> Both companies had successful crowdfunding campaigns but neither is shipping a product yet.
That sounds like you might have to refund some or all of your contributors. After the acquisition, your project will cease to exist. It's unlikely that both crowdfunding promises were exactly the same. Even if the intention is to fold your product into theirs, the realistic outcome is that your employers will ship the product as they intended, leaving your supporters with little to nothing. You need to clean this up now, rather than later.
I've never run into anyone who's defined it the way you do; everyone I've heard define it does it in terms of not yet having taken a cash investment from a non-founder.

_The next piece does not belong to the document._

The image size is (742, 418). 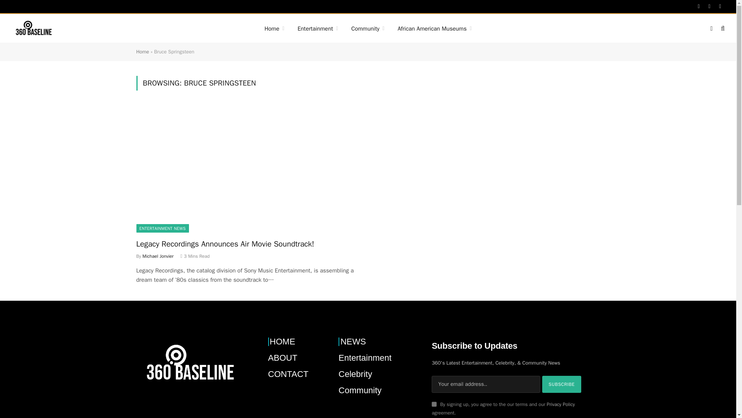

"We've bootstrapped the company so far, but we don't think we will ship a MVP without taking at least a seed round" wouldn't draw any protests of misuse, in my experience.
You are correct that most bootstrapped companies that have launched end up supporting themselves; that's survivor bias in action.
I'm more used to three previous definition. I would say those companies have tried to bootstrap, but bit successfully achieved it. Of you are a successfully bootstrapped business, you achieved goals without taking outside investment money.
I'll just add: to estmiate stuff like BATNA, try breaking the problem down and summing up. It's the same as in programming. How do you solve big problems? By breaking them down into littler and littler problems.
Then when you go back to talk to these folks, give them the rationale and the small numbers rather than (just) the big number. If they have issues with your methodology you can likely work it out.
This is largely covered by the book, "Getting to Yes". Short and helpful.
I probably explained that poorly. What I meant was that our products are so similar, and vision so aligned, that we have already independently developed many of the same technologies.
I don't have advisors. Thank you very much for offering to help! I'll send you an email.